First we went to the gyoza area. If you don't already know, gyoza are dumplings and really really tasty. In the gyoza area it was made to look like a market with stalls selling different types of gyoza. Each with huge queues and baffling menus. I ended up with some pretty standard but very tasty gyoza.

 

Then we moved from gyoza to ice cream. The ice cream area also had lots of stalls but in the centre of it was an ice cream shop which was fascinating. I'd never seen (or heard) of such bizarre flavours. I wanted to try them all but I didn't want a whole tub so I didn't get to taste any really weird ones. Here's some of the weirdest:

  • Potato
  • Cream cheese
  • Squid ink
  • Seaweed
  • Shark's fin
  • Shark's fin and noodle
  • Garlic - 'Dracula'
  • Garlic and mint - 'Cool Dracula'
  • Fried noodle
  • Caviare
  • Silk
  • Viper
  • Charcoal
  • Chicken
  • Miso
  • Wasabi
  • Chips
  • Tomato
  • Sweet potato
  • Egg
  • Whisky
  • Brandy
  • Sake
  • Beer
  • Hot Spring (???)
Seriously baffling flavours. We didn't buy any of the weird ones because you had to buy a whole (but small) tub of it when all we wanted was a little taste and we had no way to get them home without them melting. Most of them were 350-450yen (£2.70-3.40) but some like the caviare and the viper were 1050yen (£8)! Instead we bought a tub each to eat at the time - I chose matcha and tiramasu flavours (they love tiramasu here) and Nicole bought black sesame and yuzu (according to wikipedia it's some sort of Asian citrus fruit). Yum yum yum.

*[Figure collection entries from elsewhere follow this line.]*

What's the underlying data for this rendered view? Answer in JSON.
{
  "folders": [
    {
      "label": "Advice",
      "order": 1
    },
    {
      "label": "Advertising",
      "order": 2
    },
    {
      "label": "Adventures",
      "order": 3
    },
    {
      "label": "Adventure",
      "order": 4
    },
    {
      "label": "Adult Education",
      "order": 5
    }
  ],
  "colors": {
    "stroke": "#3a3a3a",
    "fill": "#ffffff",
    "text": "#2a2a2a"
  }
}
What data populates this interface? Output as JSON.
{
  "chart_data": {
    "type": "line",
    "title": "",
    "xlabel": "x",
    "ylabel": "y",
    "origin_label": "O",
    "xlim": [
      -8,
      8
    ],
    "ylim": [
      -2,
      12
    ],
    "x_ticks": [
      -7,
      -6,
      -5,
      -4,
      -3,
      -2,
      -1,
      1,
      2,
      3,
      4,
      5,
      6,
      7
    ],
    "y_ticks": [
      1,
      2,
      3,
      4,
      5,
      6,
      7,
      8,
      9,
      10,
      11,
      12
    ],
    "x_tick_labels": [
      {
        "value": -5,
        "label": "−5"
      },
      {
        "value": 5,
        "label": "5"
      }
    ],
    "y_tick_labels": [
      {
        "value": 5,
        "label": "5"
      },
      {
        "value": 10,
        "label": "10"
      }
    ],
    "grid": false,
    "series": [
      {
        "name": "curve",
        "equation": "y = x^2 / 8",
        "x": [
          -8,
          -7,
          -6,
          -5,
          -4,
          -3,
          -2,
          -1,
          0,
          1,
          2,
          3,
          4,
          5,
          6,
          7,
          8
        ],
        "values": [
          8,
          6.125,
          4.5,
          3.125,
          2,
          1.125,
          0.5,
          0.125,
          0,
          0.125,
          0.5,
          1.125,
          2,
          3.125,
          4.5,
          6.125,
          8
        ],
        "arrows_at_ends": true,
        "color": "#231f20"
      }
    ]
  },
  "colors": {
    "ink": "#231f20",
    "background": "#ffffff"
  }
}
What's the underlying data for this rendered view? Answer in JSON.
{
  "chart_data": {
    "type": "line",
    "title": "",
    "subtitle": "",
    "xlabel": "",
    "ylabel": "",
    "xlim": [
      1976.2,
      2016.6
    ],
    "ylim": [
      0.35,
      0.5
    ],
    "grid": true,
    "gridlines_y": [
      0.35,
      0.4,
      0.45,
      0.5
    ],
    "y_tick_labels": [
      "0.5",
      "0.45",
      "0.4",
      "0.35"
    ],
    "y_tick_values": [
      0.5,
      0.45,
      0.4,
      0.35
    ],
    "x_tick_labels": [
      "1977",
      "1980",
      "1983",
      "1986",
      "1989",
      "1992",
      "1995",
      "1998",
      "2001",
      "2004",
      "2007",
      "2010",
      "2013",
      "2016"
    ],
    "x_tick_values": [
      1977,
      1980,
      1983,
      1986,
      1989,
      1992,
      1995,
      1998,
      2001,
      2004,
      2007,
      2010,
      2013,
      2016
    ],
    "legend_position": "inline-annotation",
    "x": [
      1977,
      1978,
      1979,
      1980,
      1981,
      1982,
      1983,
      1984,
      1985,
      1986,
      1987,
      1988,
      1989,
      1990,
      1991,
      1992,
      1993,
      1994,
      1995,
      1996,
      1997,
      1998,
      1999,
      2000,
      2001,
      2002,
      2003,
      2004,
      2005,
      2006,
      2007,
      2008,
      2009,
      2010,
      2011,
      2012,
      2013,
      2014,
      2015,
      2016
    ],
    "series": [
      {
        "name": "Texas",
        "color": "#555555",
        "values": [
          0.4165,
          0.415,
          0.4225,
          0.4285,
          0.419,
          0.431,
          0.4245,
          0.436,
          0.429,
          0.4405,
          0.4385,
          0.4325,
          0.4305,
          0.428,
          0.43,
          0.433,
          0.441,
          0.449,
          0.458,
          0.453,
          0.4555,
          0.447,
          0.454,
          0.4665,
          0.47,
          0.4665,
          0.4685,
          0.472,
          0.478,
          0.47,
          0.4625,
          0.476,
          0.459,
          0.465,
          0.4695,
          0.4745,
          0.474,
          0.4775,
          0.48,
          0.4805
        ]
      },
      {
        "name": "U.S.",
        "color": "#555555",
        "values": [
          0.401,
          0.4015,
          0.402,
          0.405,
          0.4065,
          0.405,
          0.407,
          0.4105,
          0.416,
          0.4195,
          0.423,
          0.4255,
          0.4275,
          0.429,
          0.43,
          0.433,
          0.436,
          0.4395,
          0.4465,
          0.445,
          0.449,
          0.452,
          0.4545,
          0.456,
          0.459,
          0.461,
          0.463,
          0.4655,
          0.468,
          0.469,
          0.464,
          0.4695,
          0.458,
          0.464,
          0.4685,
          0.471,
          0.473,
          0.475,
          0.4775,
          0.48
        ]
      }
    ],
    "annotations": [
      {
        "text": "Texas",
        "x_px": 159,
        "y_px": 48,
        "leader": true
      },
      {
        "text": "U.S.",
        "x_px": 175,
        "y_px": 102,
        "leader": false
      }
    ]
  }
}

While we were in Namjatown we also visited the scary part to go on a ride. We queued about 20 mins for what we thought was a haunted house ride. We got to the front of the queue we were handed a bizarre red head with a white face and weird little crab legs coming out the bottom. It's difficult to describe but it was a bizarre little thing. It was on a strap we had to put around our neck. The woman tried to explain in a little English what we were meant to do (which was kind of her) although our explanation was considerably shorter than the one she gave everyone else in Japanese. Basically there were a series of photo booths where we had out photo taken (the crab head thing activated the booth) and then we had things jump out at us, like a normal haunted house. Then we would be shown the (unflattering) photo and we'd have another photo taken and then move on. We thought we'd got the hang of it until the last booth, we sat down and when it look our photo the seat jolted down and lights flashed and there was a scary noise. Trust me, it was scary. That was then end of the experience and we were handed a copy of the last photo:


What a great photo!

So after that we tried to leave Namjatown but got horrendously lost. Here's some pretty photos I took on the way out:


Chocolate sushi

Chocolate egg.

Chocolate, white chocolate, strawberry and matcha fountains.

And that was that.

Oh, and in other news - I've discovered why the buildings around here play a noise at 4.30pm (and in summer 6.00pm) - it's to tell children it's going to get dark soon and to head home. Cute.